Banshee 1.7.5 in Ubuntu 10.10 Maverick Beta
The version I'm going to talk about is 1.7.5 (for some reason I couldn't get 1.7.6 to compile in Ubuntu 10.10 Beta - if you can help, I'd be grateful), released on September 1, 2010, which ships in Ubuntu 10.10 Maverick Beta.
Banshee improved a lot since the last time I reviewed it, which was over an year ago, back when the version was 1.6 beta. For those who never tried it, here are the main features:
- music library
- support for podcasts
- Internet radio support
- smart playlists
- integrated access to Amazon MP3 store
- Last.fm song submission and Last.fm radio (since the Last.fm radio service became paid a while ago, you will need to have a subscriber account for the radio to work)

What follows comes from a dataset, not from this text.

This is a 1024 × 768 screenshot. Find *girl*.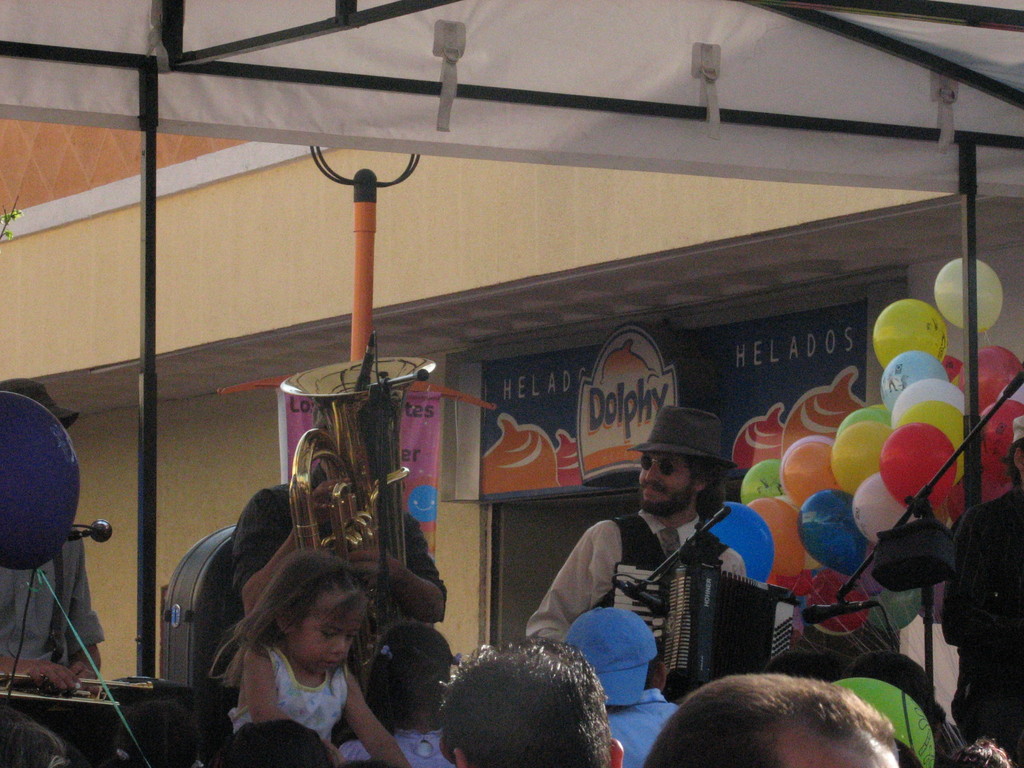
Bounding box: locate(223, 553, 408, 767).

- fast access to Miro guide, a website which allows to search and download videos
- cover fetching from the Internet
- system tray support, with a nice mouse-over info report and the ability to control Banshee by right-clicking the tray icon (this includes rating the currently playing song, play next or previous, pause, repeat or shuffle)

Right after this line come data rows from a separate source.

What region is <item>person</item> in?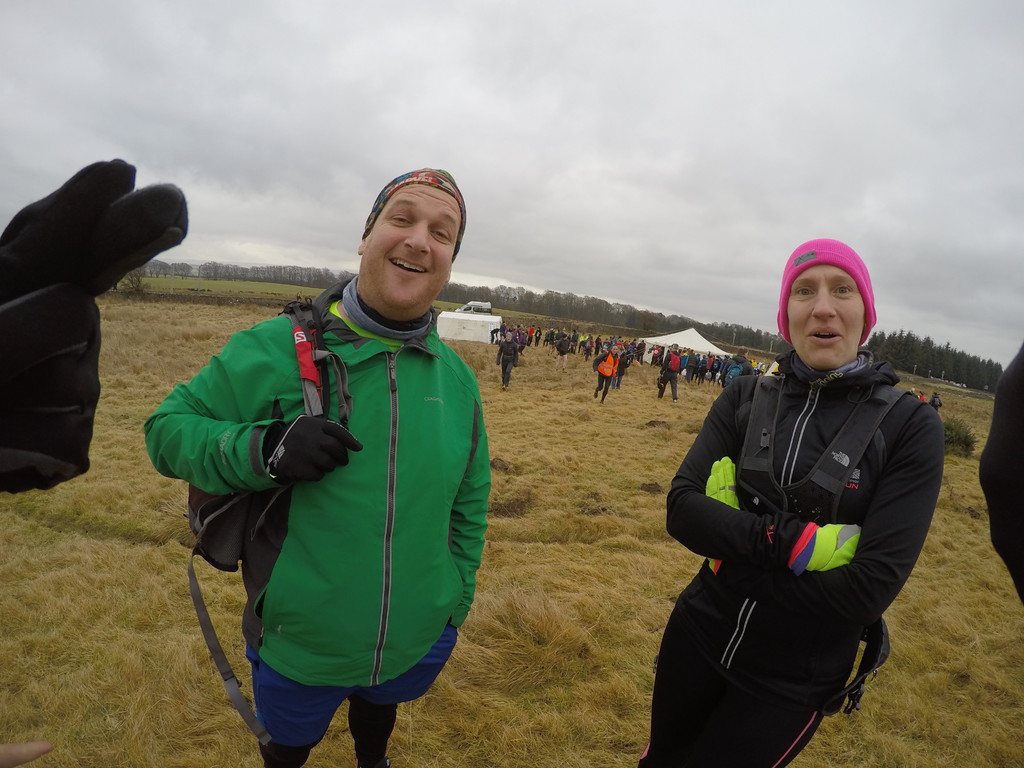
157/170/486/767.
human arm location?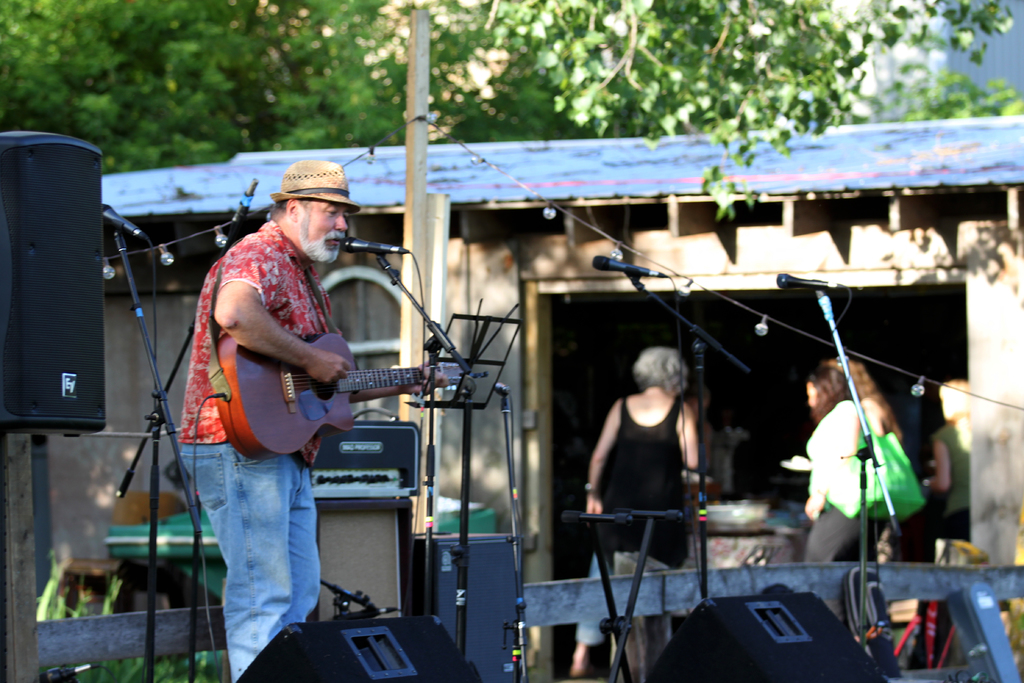
[left=213, top=240, right=353, bottom=389]
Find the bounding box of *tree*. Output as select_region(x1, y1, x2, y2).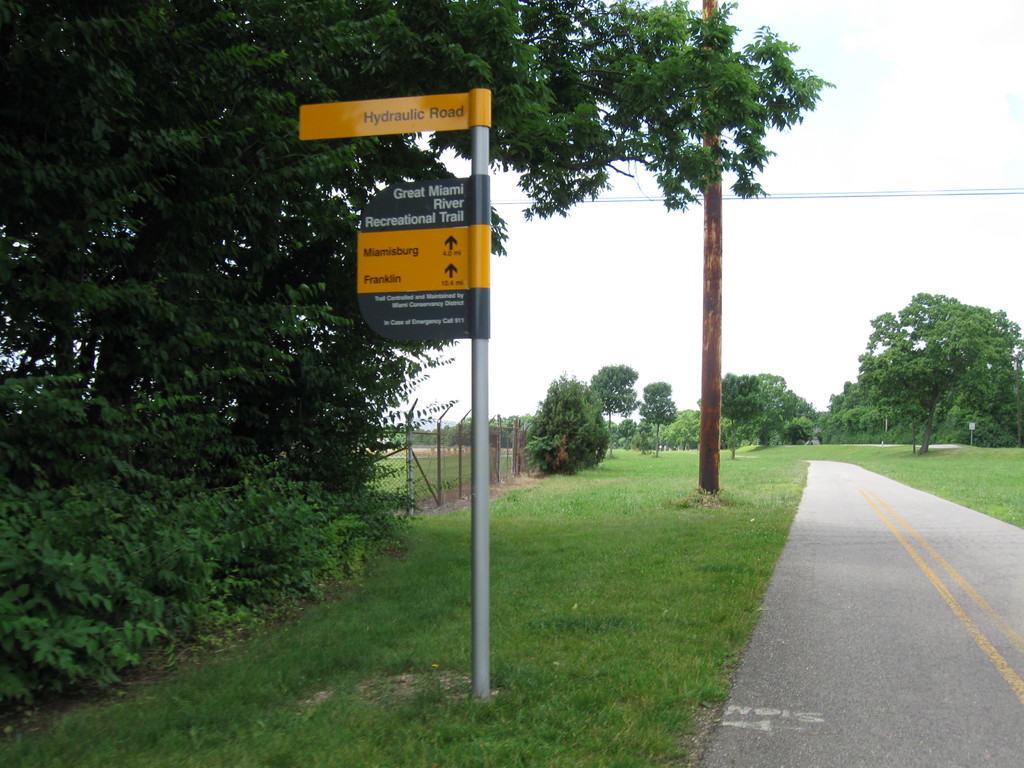
select_region(789, 397, 813, 440).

- built using GTK2, so it blends well into the GNOME browser
Just a mention about the Amazon MP3 store: it looks like by default either the geo IP detection is not working properly or Germany is selected. To change this, go to Edit->Preferences, click the Source Specific tab in the window that appears, select the Amazon MP3 Store entry in the Source list box, and then select the desired country:
Banshee allows the user to configure several aspects, like gapless playback (to get rid of the short gap on track change), collection organization, services, and enable/disable various extensions. Which are actually quite impressing: Banshee includes Wikipedia extension, Audio CD extension, Internet radio, Podcasts, iPod support, Last.fm, Mini Mode and Notification, these to only list a few. The Mini Mode is quite a delight actually, for those who need just a small window, so it doesn't take up to the whole desktop space:
Banshee in Mini Mode
Smart playlists, the 5-star rating system and the tag editor are another pluses for this great player.

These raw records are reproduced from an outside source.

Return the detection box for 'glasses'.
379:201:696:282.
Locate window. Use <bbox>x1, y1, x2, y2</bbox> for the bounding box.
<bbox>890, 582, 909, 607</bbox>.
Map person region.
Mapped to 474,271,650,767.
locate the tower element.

Again, it seems to me that fetching local covers doesn't work properly (or maybe it is not a feature at all?) I tried to open a video file, play it, pause it after a while and then hit the play button ago. At this point instead of continuing the video Banshee started to play the song that was playing before opening the video. In my sole opinion (and this is not only Banshee-specific), having a single button for play/pause is not the best idea. I also bumped into a balloon message reading "Please move your music to /home/embryo/Music" and changing the music directory in the preferences didn't make it go away. I think this is a little inappropriate, since I like my music where it is (and that is not /home/embryo/Music). This has also been reported as a bug on for Maverick here.
Other than that: I found Banshee's usability far greater than some other audio players. Believe me or not, over 50% of the music players for Linux that I tested didn't have a keyboard shortcut to focus the track search field. Banshee uses Alt+S for this.
Playing a video
To conclude, Banshee's state is currently as it has always been in the past two years or so: a very good player, pretty stable now, with a lot of features, which can be a the perfect replacement for other GNOME collection-oriented players, like Rhythmbox.